Let me just say that I was really bored at Urbana’s finals. Two years ago, I was screamin’ like a teenager at a Micheal Jackson concert… in the ?80s… in Japan(!) *copyright, UPHA* In contrast, this year I was trying to listen but it was a bit hard when I knew most of the pieces and the ones I didn’t know were going 50/50 on the hit me phase. Halfway through, Jess decided she wanted to get a candy bar and I was ready to hike to Hershey, Pennsylvania at that point.

On the positive tip, uber-congrats to the McKibbens clan- RAC rocked it out and was a clear favorite of the judges throughout but George had to come back from a tepid score at the very end of the first round (meaning the judges weren’t sure what to make of his poetry) to emerge the Urbana Grand Slam Champ. Two years ago, George leaped in the air when the final four were called and he was able to make Team Urbana- it still stays one of my fondest memories in all of slam and remained as Urbana took the whole thing that year with George participating in three of their four finals night poems.
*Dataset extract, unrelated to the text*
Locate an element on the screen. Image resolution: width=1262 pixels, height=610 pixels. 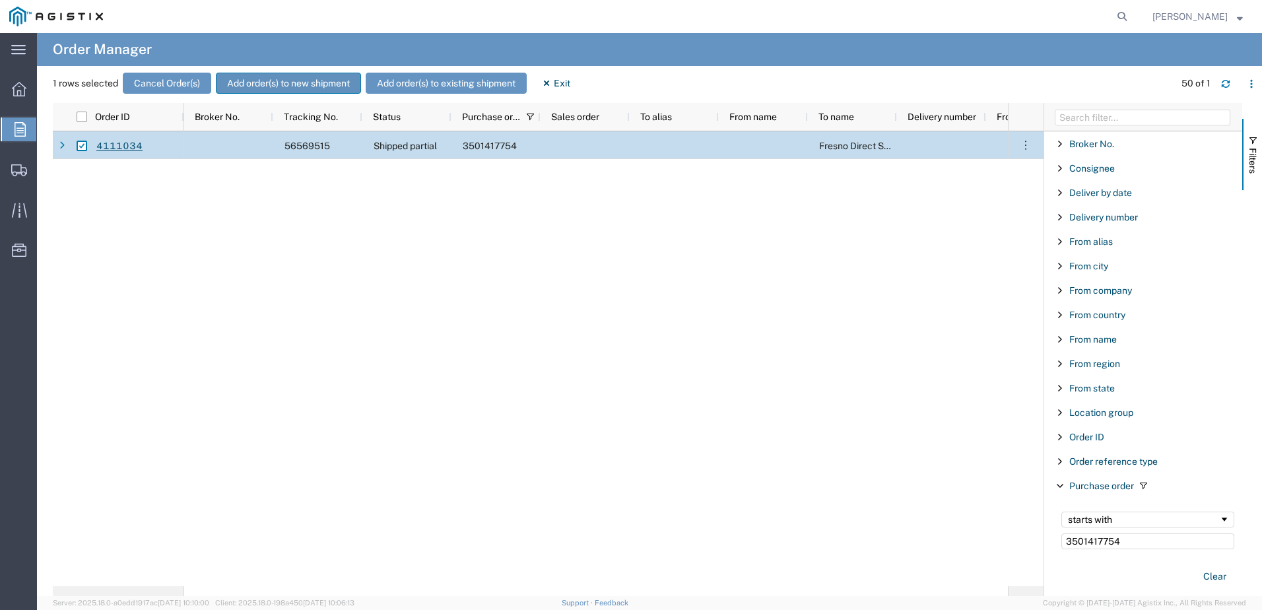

Add Ms. Automatic, Celena Glenn; NYC newcomer but Nats Vet, Anis; and Taylor as coach & alternate and this is one team that already has handicappers worried.

The only thing that woulda been better would have been to see Dawn Saylor on the squad but the judges were not havin’ it even though her hushed tones were letting me get a nicer grasp of what she was sayin’ on stage versus the extra-bass thumping, Can ya hear me now?!, norm of slam.
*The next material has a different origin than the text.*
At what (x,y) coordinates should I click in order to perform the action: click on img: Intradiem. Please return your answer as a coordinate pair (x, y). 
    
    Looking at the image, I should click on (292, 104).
Corporate judges? For the longest I have wanted to have some kind of judge that has some kind of artistic background to help put Slam in some kind of artistic context. The result at Urbana was some pretty even scoring that stayed in the mid 8s throughout which is where I think most of the real good poems we do actually live in.

“I want to see a 10!”

Well then give me a goddamn 10 poem! Something that is going to haunt me for a while or at the very least I can recite snippets of later to other folks.

“I heard the baddest poem the other night!”

Werd?

“WERD!”

What did the poet say?

“Not sure but that shit was dope!”

Ten… my ass.

Corporate judging may seem like a sell out to the concept of Slam but the five random judges has led (in my eyes) to a quest for the lowest common denominator versus the search for commonality.
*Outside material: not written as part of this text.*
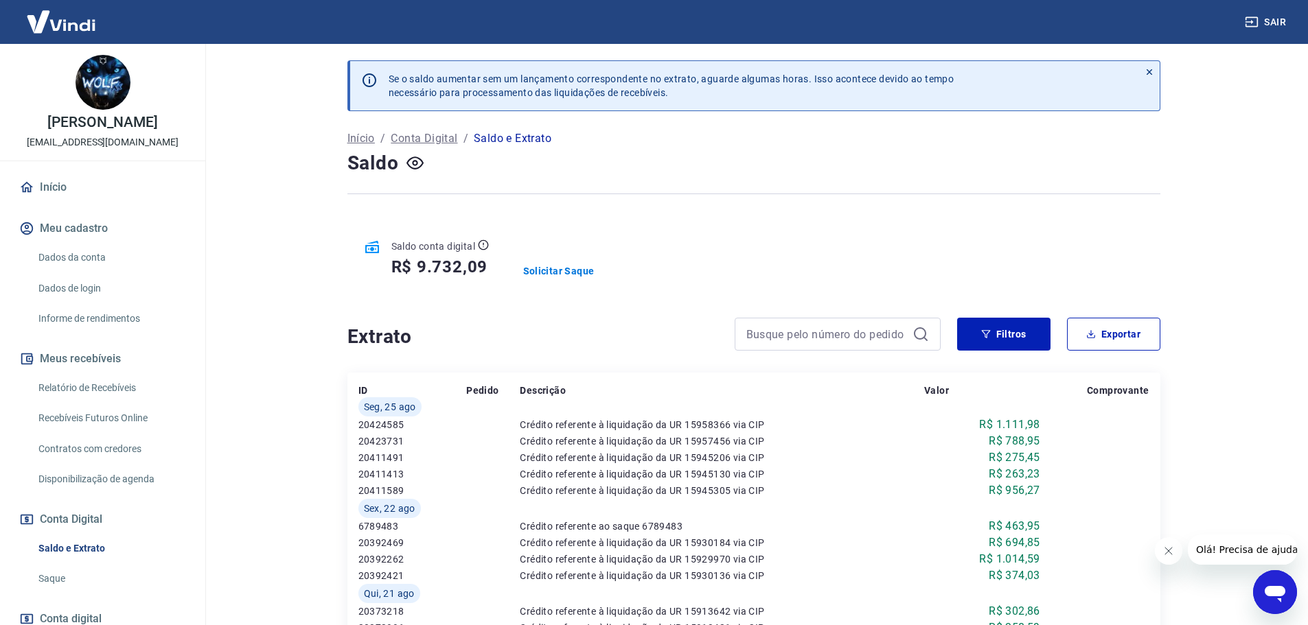 This screenshot has width=1308, height=625. Describe the element at coordinates (482, 391) in the screenshot. I see `p: Pedido` at that location.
“But won’t corporate judging help someone FIX the slam?”

Glad you asked… The concept of fixing the Slam came up recently in Matt’s blog and I asked MC if I could retort via blog and here it is…

One of the fun/pains of being a SlamMaster was picking the judges. Some nights, it was a breeze and others it was like pulling teeth. Especially when you know what you are looking for, which in my case was for people that appeared to be actually listening to the Open Mic. First off, if you know one of the slammers- you shouldn’t be a judge. And believe me, this works both ways.

1. The obvious bias that comes with knowing folks outside of their poetry

2. The fact that if you know the poet’s obra and they go back to the well, you will be scoring it on how it compares to the last performances versus the actual performance.

(You know I’ve seen her do that poem WAYYYY better)

Once you find five groups that are unattached and actually listening then you just try to get a bit of diversity in the mix and then you’re straight

OR

You can throw all that out the window and pick people who will score like you want them to score and insure your peeps an easy victory

The flaw in this plan emerges when the judges start scoring in a way you didn’t anticipate. Maybe your least favorite slammer is on all pistons tonight and has moved the judges to new places. What are you gonna do? Stop the slam in the middle and remind them why you picked them?

Nah, you gonna stand there and take it and next time pick some more well behaved judges… Maybe a pep talk before, who know?

As you can see, it’s a lil hard to actually rig the slam because unless you actually tell them “these are the poets I want to be eliminated” then you are fucked.

Always interesting was the apparent die-hard feminist giving the women low scores or the pampered suburb kid throwing 10s to anthem of the hood and on and on.

On your other points Matt, yes the MC and DJ do hold some power over the aura of the night but you can only bump an 8.1 up so much. Ya know?

Picking judges and seeing how 5 random folks decide the fate of the fragile egos is gonna be one of the things that I will miss but seeing them give yahoo ass scores to good writing and reward the ranter and ravers is gonna be the thing I wont miss.